Comrade Dad, Karen Lee, director. Karen Lee tells the story of her father Wally Lee and the communist bookstore that he ran on Vancouver's Skid Row from the mid-1960s to the early 1980s.
From Harling Point,National Film Board of Canada. Explores the story of Victoria's Chinese cemetery, established in 1902 and now a National Historic Site. Also includes interviews two inter-generational Chinese women, Charlayne Thornton-Joe and Edna Chow.
Generations.
"Cedar and Bamboo." Cedar and Bamboo. Chinese people arrived on the Western shores of Canada many generations ago. Since then, they have formed unique relations and shared many experiences with this land's indigenous people. Cedar and Bamboo explores those relationships through the lives of four people of Chinese and Aboriginal roots. Set in the stunning land of British Columbia and the bustling multicultural city of Vancouver, their stories reveal the difficult circumstances of aboriginal people and early Chinese immigrants that both led to these unions but also challenged these families to stay as a whole.
The Chan Legacy, CBC Learning This episode of CBC's "Generations" series profiles the Chan family, whose Canadian roots go back seven generations, beginning with the Reverend Chan Yu Tan and his wife who came to Canada in 1896 to "spread the gospel."
Heroes Remember,Ying Xiong De Hui Yi, Chinese Canadian Military Museum Society, Produced by the Chinese Canadian Military Museum Society, this DVD is based on 24 interviews with Chinese-Canadian war veterans and their relatives in Canadian cities.
I am the Canadian Delegate, Lowe, Wesley, director. A documentary film about Douglas Jung (1924-2002), a World War II veteran and the first Chinese Canadian member of the House of Commons.
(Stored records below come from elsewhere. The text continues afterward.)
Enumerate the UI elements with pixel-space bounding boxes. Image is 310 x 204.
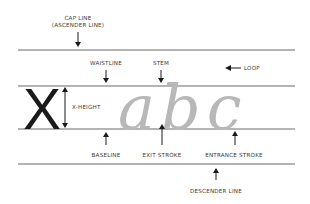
cap-line-sublabel: (ASCENDER LINE) <box>52 22 104 28</box>
letter-anatomy-diagram: abc X X-HEIGHT CAP LINE (ASCENDER LINE) … <box>0 0 310 204</box>
x-height-arrow-icon <box>62 87 68 128</box>
script-letter-a: abc <box>118 71 247 144</box>
baseline-arrow-icon <box>103 132 109 145</box>
baseline-label: BASELINE <box>92 152 121 158</box>
cap-line-label: CAP LINE <box>65 15 92 21</box>
cap-line-arrow-icon <box>75 32 81 47</box>
descender-line-arrow-icon <box>213 168 219 180</box>
reference-letter-x: X <box>23 77 61 141</box>
entrance-stroke-label: ENTRANCE STROKE <box>205 152 263 158</box>
waistline-label: WAISTLINE <box>90 60 122 66</box>
stem-label: STEM <box>153 60 169 66</box>
descender-line-label: DESCENDER LINE <box>190 188 242 194</box>
x-height-label: X-HEIGHT <box>72 104 101 110</box>
loop-label: LOOP <box>244 65 260 71</box>
waistline-arrow-icon <box>103 70 109 83</box>
exit-stroke-label: EXIT STROKE <box>143 152 182 158</box>
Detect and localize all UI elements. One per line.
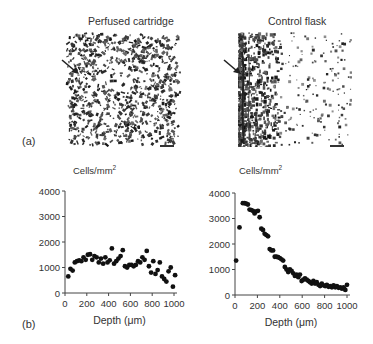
x-tick-label: 200 bbox=[249, 300, 265, 311]
data-point bbox=[70, 268, 75, 273]
scatter-chart-perfused: 0100020003000400002004006008001000Depth … bbox=[0, 180, 190, 330]
scale-bar bbox=[160, 145, 174, 147]
data-point bbox=[298, 272, 303, 277]
x-tick-label: 600 bbox=[122, 298, 138, 309]
y-axis-label-left: Cells/mm2 bbox=[73, 164, 116, 176]
y-axis-label-sup: 2 bbox=[113, 164, 117, 171]
x-tick-label: 400 bbox=[101, 298, 117, 309]
scatter-chart-control: 0100020003000400002004006008001000Depth … bbox=[185, 180, 373, 330]
data-point bbox=[99, 256, 104, 261]
x-tick-label: 0 bbox=[232, 300, 237, 311]
y-axis-label-right: Cells/mm2 bbox=[239, 164, 282, 176]
x-tick-label: 200 bbox=[79, 298, 95, 309]
y-tick-label: 0 bbox=[225, 290, 230, 301]
data-point bbox=[164, 279, 169, 284]
microscopy-control-flask bbox=[232, 32, 352, 147]
data-point bbox=[168, 265, 173, 270]
data-point bbox=[88, 252, 93, 257]
y-tick-label: 1000 bbox=[209, 264, 230, 275]
y-axis-label-sup: 2 bbox=[279, 164, 283, 171]
data-point bbox=[138, 260, 143, 265]
data-point bbox=[94, 255, 99, 260]
data-point bbox=[107, 258, 112, 263]
x-tick-label: 800 bbox=[317, 300, 333, 311]
data-point bbox=[173, 273, 178, 278]
data-point bbox=[83, 257, 88, 262]
data-point bbox=[256, 208, 261, 213]
y-tick-label: 4000 bbox=[209, 188, 230, 199]
x-axis-label: Depth (μm) bbox=[265, 316, 318, 328]
arrow-down-right-icon bbox=[222, 58, 244, 76]
y-axis-label-text: Cells/mm bbox=[73, 165, 113, 176]
title-perfused-cartridge: Perfused cartridge bbox=[88, 15, 174, 27]
data-point bbox=[343, 288, 348, 293]
data-point bbox=[237, 225, 242, 230]
y-axis-label-text: Cells/mm bbox=[239, 165, 279, 176]
scale-bar bbox=[330, 145, 344, 147]
data-point bbox=[66, 274, 71, 279]
microscopy-perfused-cartridge bbox=[60, 32, 182, 147]
y-tick-label: 3000 bbox=[39, 211, 60, 222]
x-tick-label: 1000 bbox=[163, 298, 184, 309]
data-point bbox=[151, 259, 156, 264]
x-tick-label: 1000 bbox=[336, 300, 357, 311]
data-point bbox=[271, 248, 276, 253]
title-control-flask: Control flask bbox=[268, 15, 326, 27]
data-point bbox=[281, 258, 286, 263]
data-point bbox=[147, 264, 152, 269]
x-tick-label: 0 bbox=[62, 298, 67, 309]
panel-label-a: (a) bbox=[22, 135, 35, 147]
y-tick-label: 3000 bbox=[209, 213, 230, 224]
x-axis-label: Depth (μm) bbox=[93, 314, 146, 326]
data-point bbox=[345, 282, 350, 287]
data-point bbox=[118, 254, 123, 259]
arrow-down-right-icon bbox=[60, 58, 82, 76]
x-tick-label: 800 bbox=[144, 298, 160, 309]
data-point bbox=[266, 234, 271, 239]
data-point bbox=[142, 257, 147, 262]
data-point bbox=[149, 270, 154, 275]
data-point bbox=[171, 284, 176, 289]
data-point bbox=[157, 260, 162, 265]
y-tick-label: 1000 bbox=[39, 262, 60, 273]
data-point bbox=[101, 261, 106, 266]
data-point bbox=[120, 248, 125, 253]
data-point bbox=[257, 215, 262, 220]
data-point bbox=[234, 258, 239, 263]
panel-label-b: (b) bbox=[22, 318, 35, 330]
x-tick-label: 600 bbox=[294, 300, 310, 311]
data-point bbox=[109, 246, 114, 251]
y-tick-label: 2000 bbox=[209, 239, 230, 250]
y-tick-label: 0 bbox=[55, 288, 60, 299]
data-point bbox=[103, 255, 108, 260]
data-point bbox=[155, 268, 160, 273]
y-tick-label: 2000 bbox=[39, 237, 60, 248]
data-point bbox=[245, 202, 250, 207]
y-tick-label: 4000 bbox=[39, 186, 60, 197]
x-tick-label: 400 bbox=[272, 300, 288, 311]
data-point bbox=[144, 249, 149, 254]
In the Shadow of Gold Mountain, Karen Cho, Karen, director. Karen Cho, a fifth-generation Canadian of mixed heritage travels from Montreal to Vancouver to gather the testimonials of the last living survivors of the notorious Chinese Head Tax and Chinese Immigration Act.
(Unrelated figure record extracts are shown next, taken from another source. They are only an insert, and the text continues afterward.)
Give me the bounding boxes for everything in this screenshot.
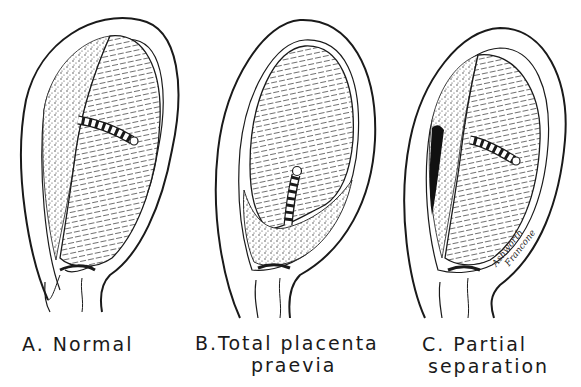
caption-b-total-placenta-praevia: B.Total placenta praevia xyxy=(195,332,379,376)
cervix xyxy=(439,267,480,318)
cervix xyxy=(45,266,95,312)
caption-a-line-1: A. Normal xyxy=(22,333,134,355)
caption-c-line-1: C. Partial xyxy=(422,333,549,355)
panel-b-placenta-praevia xyxy=(216,20,375,318)
placenta-illustration xyxy=(0,0,581,387)
caption-a-normal: A. Normal xyxy=(22,333,134,355)
cervix xyxy=(255,265,290,318)
caption-c-partial-separation: C. Partial separation xyxy=(422,333,549,377)
caption-c-line-2: separation xyxy=(422,355,549,377)
panel-c-partial-separation xyxy=(404,28,565,318)
caption-b-line-2: praevia xyxy=(195,354,379,376)
caption-b-line-1: B.Total placenta xyxy=(195,332,379,354)
panel-a-normal xyxy=(21,18,178,312)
The Panama, Chan, Tony Chan, director. The Panama (1996) is a documentary film chronicling the Chan family of Victoria, B.C. One of the oldest Chinese families in Victoria, they owned and operated several restaurants, ending with the Panama Cafe on Government Street from around 1930 until 1967. Chan Dun, at the age of seventeen, landed in Victoria in the 1893, and his family of eight sons and four daughters lived & worked at the Panama Cafe, a western-style eatery catering to the working class of the city. It survived the depression and the war years (even when several sons left for military service). But in the 1960s when fast-food competition in the city became too great, they closed their doors. The film includes many rare black and white photos of early Victoria. [4]
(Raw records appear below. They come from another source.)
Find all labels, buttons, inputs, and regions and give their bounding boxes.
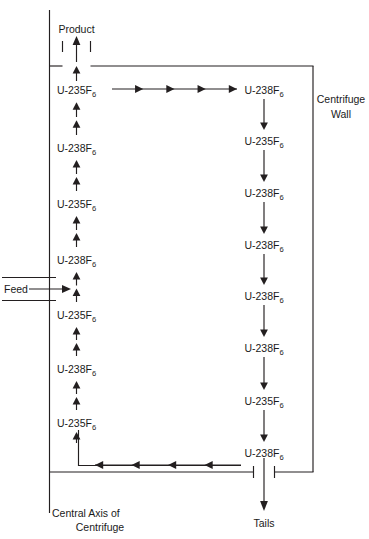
- centrifuge-cascade-diagram: Product Feed Tails U-235F6U-238F6U-235F6…: [0, 0, 369, 539]
- inner-column-arrow: [73, 272, 81, 286]
- centrifuge-wall-label-line2: Wall: [331, 108, 351, 120]
- wall-column-arrow: [260, 357, 268, 390]
- inner-column-arrow: [73, 233, 81, 247]
- product-label: Product: [58, 23, 94, 35]
- inner-column-arrow: [73, 327, 81, 340]
- wall-column-label: U-238F6: [244, 342, 283, 357]
- feed-label: Feed: [4, 283, 28, 295]
- product-outlet: [63, 36, 91, 56]
- inner-column-arrow: [73, 177, 81, 191]
- top-transfer-arrowhead: [135, 85, 143, 93]
- diagram-canvas: Product Feed Tails U-235F6U-238F6U-235F6…: [0, 0, 369, 539]
- inner-column-arrow: [73, 432, 81, 443]
- inner-column-arrow: [73, 343, 81, 356]
- wall-column-label: U-235F6: [244, 135, 283, 150]
- inner-column-arrow: [73, 120, 81, 135]
- top-transfer-arrowhead: [198, 85, 206, 93]
- central-axis-label-line1: Central Axis of: [52, 507, 120, 519]
- inner-column-labels: U-235F6U-238F6U-235F6U-238F6U-235F6U-238…: [57, 84, 96, 432]
- wall-column-label: U-238F6: [244, 187, 283, 202]
- wall-column-arrow: [260, 150, 268, 182]
- tails-label: Tails: [253, 517, 274, 529]
- inner-column-arrow: [73, 397, 81, 410]
- inner-column-arrow: [73, 381, 81, 394]
- wall-column-label: U-238F6: [244, 84, 283, 99]
- inner-column-label: U-238F6: [57, 254, 96, 269]
- inner-column-label: U-235F6: [57, 84, 96, 99]
- inner-column-arrow: [73, 216, 81, 230]
- wall-column-label: U-235F6: [244, 395, 283, 410]
- tails-outlet: [260, 458, 268, 511]
- bottom-transfer-elbow: [79, 430, 242, 466]
- inner-column-label: U-235F6: [57, 309, 96, 324]
- inner-column-arrow: [73, 288, 81, 302]
- inner-column-label: U-235F6: [57, 417, 96, 432]
- wall-column-label: U-238F6: [244, 239, 283, 254]
- wall-column-arrow: [260, 410, 268, 442]
- wall-column-arrow: [260, 254, 268, 285]
- wall-column-arrow: [260, 202, 268, 234]
- inner-column-label: U-238F6: [57, 142, 96, 157]
- inner-column-arrow: [73, 66, 81, 81]
- top-transfer-arrowhead: [229, 85, 237, 93]
- wall-column-label: U-238F6: [244, 290, 283, 305]
- bottom-boundary-line: [50, 466, 314, 478]
- inner-column-label: U-238F6: [57, 363, 96, 378]
- wall-column-arrow: [260, 99, 268, 130]
- wall-column-arrows: [260, 99, 268, 442]
- inner-column-arrow: [73, 160, 81, 174]
- central-axis-label-line2: Centrifuge: [76, 521, 125, 533]
- inner-column-label: U-235F6: [57, 198, 96, 213]
- top-transfer-arrowhead: [166, 85, 174, 93]
- inner-column-arrow: [73, 102, 81, 117]
- centrifuge-wall-label-line1: Centrifuge: [317, 93, 366, 105]
- wall-column-arrow: [260, 305, 268, 337]
- top-transfer-arrows: [112, 85, 237, 93]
Return Home, Michele Wong, director. A first-generation Chinese-Canadian filmmaker, Michelle Wong, visits her aged grandparents in St. Paul, Alberta, journeying with them into the past to document their lives.
Under the Willow Tree: Pioneer Chinese Women in Canada, Dora Nipp, director. Recollections of seven Chinese women who grew up in Canada in the first half of the 20th century.
Wayson Choy: Unfolding the Butterfly (Secrets & Memories), Glassbourg, Michael, director. A documentary about the life of writer and activist Wayson Choy. Choy recalls his childhood in Vancouver's Chinatown and reads from his autobiography Paper Shadows and novel, The Jade Peony.